Roundabout (Circuition)
Project Description
Roundabout (Circuition) continues my focus on bringing to light the underlying socio-cultural and environmental questions present when considering human entanglement with botanical biodiversity, and more specifically, the role of agrobiodiversity in viticulture. Created in collaboration with Dr. Allison Miller and the Missouri Botanical Garden, Roundabout (Circuition) is inspired by the story of human/environmental entanglement, cycles and and exchange surrounding the phylloxera blight. A two-channel video projection explores the visual poetics of the bond between wild & domestic grapevine root & scion. One video, a stop motion animation created from hundreds of digitally collaged frames of wild and domesticated grapevines, cycles through flourishing, decay and regeneration of stems and leaves. The second video presents a digital composite of three CT scans of the unseen, internal and external details of diverse indigenous American grapevine roots.
Accompanying the videos are six panels that present highly magnified scanning electron microscope images of phylloxera galls. Printed on metal panels, these lustrous sepia toned photographs make reference to the mid-19thCentury, a time when photography was invented and the phylloxera blight occurred.
Project Background
The history of the insect pest grape phylloxera and its destruction of European vineyards has its roots in the Columbian Exchange, when the newly formed link between the eastern and western hemispheres led to an explosive interchange of plants, animals, culture, human populations, technology, diseases, and ideas in the 15th and 16th centuries. In an effort to improve crops, agricultural plants and their wild relatives were often removed from the specific location in which they had evolved and adapted, and were transplanted into a new ecosystem.
Although grapevines were part of the earliest interchanges between east and west, there is evidence to suggest that the accidental introduction of the phylloxera organism to Europe from American vines did not occur until the mid-19thCentury, when the speed of travel increased with the development of steamships, allowing the insect stowaways to survive.
The remedy for the infestation and the related blight was to graft domesticated European grapevines onto wild American phylloxera-resistant rootstock. These new plants (part wild/part domestic) were hybrid entities, expressing characteristics derived from both the scion and the rootstock. These plants reconstituted the French vineyards and grafting continues to be standard practice in the present era.
Details about the collaboration
I am very grateful to the many people and institutions that collaborated on this project. I would like to extend my thanks to Dr. Allison Miller and the Miller Perennial Plant Biodiversity and Evolution research lab (University of St. Louis and the Donald Danforth Plant Science Center) for generously sharing research into native grapevine biodiversity and loaning native root specimens for imaging; Keith E. Duncan, manager of the X-ray imaging facility and research scientist in Chris Topp's lab at the Donald Danforth Plant Science Center, for making the CT scans of the rootstock used in the video, Roundabout (Circuition) no.2; Laura L. Klein, Ph.D, Head Curator, Director of Herbal Research, LeafWorks Inc. for help with grapevine identification; the University of North Texas College of Visual Arts and Design for their small grant support for equipment use; Dr. David Jaeger and Saul Sepulveda at the UNT Materials Research Facility for their scanning electron microscope expertise; and Dr. Alex Roach, Director of Modified Atmospheres, Australia, for supplying phylloxera specimens. Last but not least, heartfelt thanks to Nezka Pfeifer, Museum Curator at the Stephen and Peter Sachs Museum at the Missouri Botanical Garden for inviting me to participate in Grafting the Grape and for facilitating this in-depth collaborative project.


◆ Task prompt ◆
Those lines of the data that hold the word "scale" are to be copied out.

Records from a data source
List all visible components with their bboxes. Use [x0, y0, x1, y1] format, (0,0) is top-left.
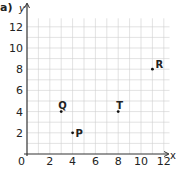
points: PQTR — [58, 59, 163, 139]
point-marker — [151, 68, 154, 71]
point-marker — [71, 131, 74, 134]
point-marker — [117, 110, 120, 113]
point-label: Q — [58, 100, 67, 111]
origin-label: 0 — [18, 155, 25, 168]
x-tick-label: 2 — [46, 155, 53, 168]
point-Q: Q — [58, 100, 67, 113]
grid — [27, 18, 170, 154]
x-tick-label: 4 — [69, 155, 76, 168]
point-label: T — [116, 100, 123, 111]
y-tick-label: 6 — [16, 84, 23, 97]
x-axis-label: x — [170, 150, 176, 161]
x-tick-label: 12 — [157, 155, 171, 168]
y-tick-label: 2 — [16, 127, 23, 140]
coordinate-plot: a) yx 02468101224681012 PQTR — [0, 0, 178, 173]
x-tick-label: 8 — [115, 155, 122, 168]
tick-labels: 02468101224681012 — [9, 21, 171, 168]
x-tick-label: 6 — [92, 155, 99, 168]
point-label: R — [155, 59, 163, 70]
y-tick-label: 8 — [16, 63, 23, 76]
y-tick-label: 12 — [9, 21, 23, 34]
point-P: P — [71, 128, 83, 139]
point-marker — [60, 110, 63, 113]
point-label: P — [76, 128, 83, 139]
y-axis-label: y — [18, 3, 26, 14]
x-tick-label: 10 — [134, 155, 148, 168]
point-T: T — [116, 100, 123, 113]
point-R: R — [151, 59, 163, 70]
part-label: a) — [0, 1, 12, 14]
y-tick-label: 4 — [16, 106, 23, 119]
y-tick-label: 10 — [9, 42, 23, 55]
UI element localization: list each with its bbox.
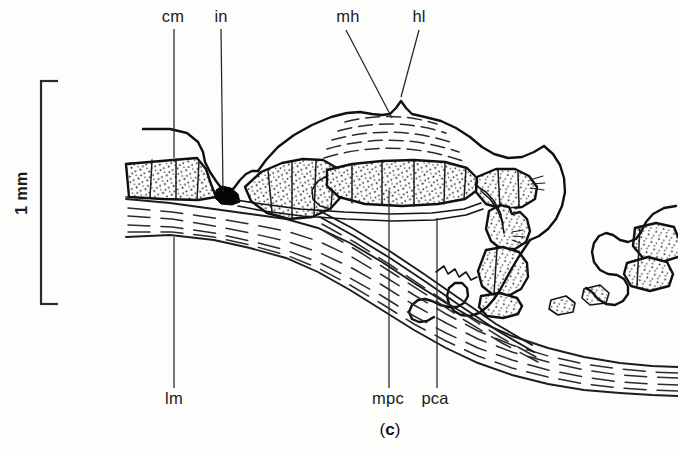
leader-mh [346,30,392,118]
upper-stippled-bar [327,160,477,206]
anatomical-drawing: 1 mm cm in mh hl lm mpc pca (c) [0,0,678,453]
label-pca: pca [421,389,449,407]
in-sclerite-blob [215,186,240,205]
caption-close-paren: ) [395,420,401,439]
label-lm: lm [165,389,183,407]
scale-bar: 1 mm [13,80,58,305]
label-in: in [214,7,227,25]
left-stippled-lobe [126,158,216,200]
label-hl: hl [412,7,425,25]
caption-letter: c [385,420,394,439]
leader-in [221,29,223,192]
leader-hl [401,30,419,97]
label-mpc: mpc [372,389,404,407]
mh-fan-striations [324,116,463,161]
label-cm: cm [162,7,184,25]
zigzag-notch [436,266,477,280]
far-right-segments [624,223,678,291]
label-mh: mh [336,7,359,25]
svg-text:(c): (c) [380,420,401,439]
figure-panel: 1 mm cm in mh hl lm mpc pca (c) [0,0,678,453]
scale-bar-label: 1 mm [13,171,30,214]
figure-caption: (c) [380,420,401,439]
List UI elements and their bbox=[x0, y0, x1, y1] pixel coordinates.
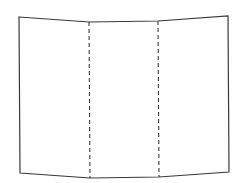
trifold-diagram bbox=[0, 0, 244, 183]
trifold-outline bbox=[19, 16, 229, 178]
trifold-svg bbox=[0, 0, 244, 183]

◆ Exercise result ◆
scale-bar: 1 mm [13,80,58,305]
scale-bar-label: 1 mm [13,171,30,214]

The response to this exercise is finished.